The Spires are not accessible to mortals in any practical sense. Not because the location is defended — the elementals do not maintain a perimeter — but because the currents that produce and sustain the Spires are not navigable by standard flight methods. The ascending currents that form the Spires would carry a mortal traveler away from them faster than they could approach. Practitioners with air affinity advanced enough to work with the currents rather than against them have reached the Spires' outer edges. What they report there is consistent in the sense that it is consistently difficult to describe.
The Spires can be seen from distances that suggest they are large. How large is a question whose answers vary by observer in ways that suggest the structures themselves are not fully in the visual domain that mortal perception operates within.
The Whispering Canyons
The Whispering Canyons are a formation of debris that accumulated along a long-stable current boundary — a line where two major current systems run adjacent and the material caught between them has compressed over time into something that resembles canyon walls without a ground. The formations are irregular, full of gaps and passages, and the wind moving through them produces acoustic effects that are the most significant feature of the location: sound propagates through the Canyons at ranges that should not be possible given the distance and the wind conditions, arriving with a clarity that open-air transmission at the same distance does not preserve.

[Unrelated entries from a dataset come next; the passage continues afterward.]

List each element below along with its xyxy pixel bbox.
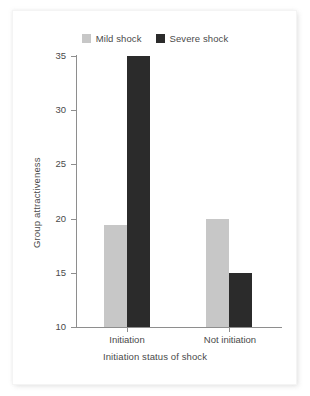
x-tick-initiation <box>127 327 128 332</box>
bar-initiation-severe-shock <box>127 56 150 327</box>
bar-not-initiation-severe-shock <box>229 273 252 327</box>
y-axis-title: Group attractiveness <box>31 157 42 248</box>
y-tick-20 <box>71 219 76 220</box>
x-cat-label-not-initiation: Not initiation <box>185 334 275 345</box>
figure-container: Mild shock Severe shock 35 30 25 20 15 1… <box>0 0 310 396</box>
y-axis-line <box>76 55 77 328</box>
y-tick-label-10: 10 <box>42 321 66 332</box>
plot-area: 35 30 25 20 15 10 Initiation Not initiat… <box>0 0 310 396</box>
y-tick-label-15: 15 <box>42 267 66 278</box>
y-tick-label-30: 30 <box>42 104 66 115</box>
y-tick-30 <box>71 110 76 111</box>
y-tick-label-35: 35 <box>42 50 66 61</box>
y-tick-35 <box>71 56 76 57</box>
y-tick-25 <box>71 164 76 165</box>
y-tick-15 <box>71 273 76 274</box>
x-axis-line <box>76 327 282 328</box>
bar-initiation-mild-shock <box>104 225 127 327</box>
x-axis-title: Initiation status of shock <box>0 351 310 362</box>
y-tick-label-25: 25 <box>42 158 66 169</box>
bar-not-initiation-mild-shock <box>206 219 229 327</box>
y-tick-10 <box>71 327 76 328</box>
x-cat-label-initiation: Initiation <box>87 334 167 345</box>
y-tick-label-20: 20 <box>42 213 66 224</box>
x-tick-not-initiation <box>229 327 230 332</box>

The practical applications of this property are the reason the Canyons have the traffic they have. Communications that need to travel across the plane without portal infrastructure use the Canyons as a relay — sound introduced at one end of the Canyon system at the right frequency propagates to the other end. The system is not private; anything introduced into it can be heard anywhere the Canyons' acoustic propagation reaches, which is more of the Zephyr than most people who use it for private communication prefer to consider.
The air elementals know everything that has been said in the Whispering Canyons since the Canyons formed. This is not a secret. It is simply a fact about the plane that most Canyon users choose not to think about while they are using it.